I've added a $200 bounty as this seems like an important addition to exo. Also added to the bounties sheet: https://github.com/exo-explore/exo/issues/148
checking this, good chance to explore tinygrad :)
@varshith15 Any progress on this? Or I can take over
@AlexCheema I made a PR https://github.com/exo-explore/exo/pull/413 but I haven't tested with the 70B model yet
@RashikShahjahan i had done the same thing you did a bit ago https://github.com/exo-explore/exo/pull/213/commits/b7b911dbc0ff240c0309aa579bad72451e5cf80e
but thats not whats expected, the idea is not quantize the models on the fly, the expectation is to run existing already quantized models (mlx, bnb etc) on tinygrad like this https://github.com/exo-explore/exo/pull/213/files (it is a bit slow) so that there is interoperability between machines
don't mind working on this together, ping me if on discord if you got ideas :)

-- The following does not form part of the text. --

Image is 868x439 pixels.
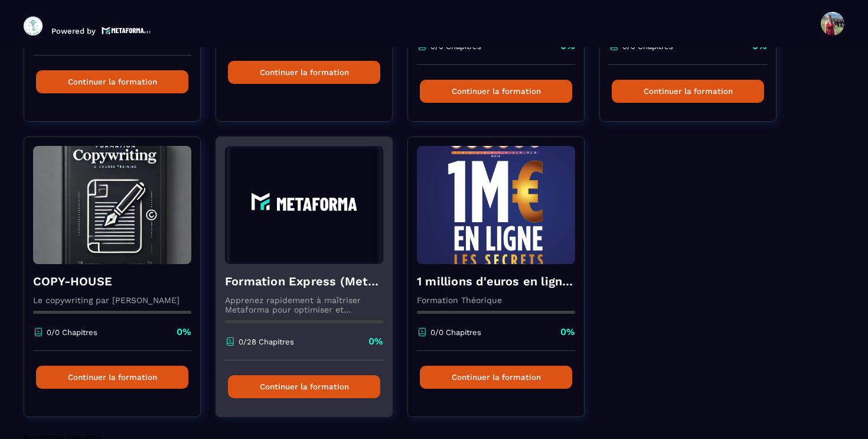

@varshith15 Thanks for pointing out! I got tripped up by the tinygrad example. Did you need help with anything in particular? I might just pick another issue now that I have a better understanding of the codebase
@RashikShahjahan i have been busy and not been able to work on it, the specific requirement is to figure out how tinygrad generates mat_mul code and to see how to get tinygrad to write optimized quantized_mat_mul for mlx, bnb(awq, nf4 etc)
Bumping this up to $500 - this would be a great thing to have. By some magic I don't fully understand, we already have full interoperability between MLX and tinygrad even if the quantization doesn't match! So you can run a model on fp16 with tinygrad and a model on 4-bit with MLX and it just works. However, it would still be great to support other quantisations with tinygrad.
@AlexCheema just to double check, are you saying that you can have a cluster running where one machine has a model on 4-bit with MLX and the other machine is running fp16 with tinygrad and inference works? I thought I read in the code that if one machine in the cluster picks the tinygrad engine then the whole cluster switches to tinygrad engine. I've had trouble in my cluster finding a working test config for Linux with Nvidia with Mac with MLX (I would love to use Qwen2.5 72B or Qwen2.5-Coder 32B distributed but in the https://github.com/exo-explore/exo/blob/main/exo/models.py file it looks like Qwen is just setup for MLX and back when I was messing with 72B I couldn't figure out a way to get Tinygrad to work with it)
Hi, I started working on this, my WIP PR is #630 .
As @varshith15 pointed out, naively dequantizing weights before each forward is not performant, however this is not an issue with tinygrad's kernels. inference is slow because in each forward, we are adding O(2n^2) worth of muls and adds, since we are multiplying each weights with it's scale and adding the biases(zero_points).
This paper shows how to:
- Decrease overhead of adding the biases by adding them to input instead of the weights (section 2.3)
- Do compute in integer instead of float (section 2.2)
My PR implements (1), I'll look into (2) as well. @AlexCheema I'd appreciate if you take a look and assign this to me, thanks.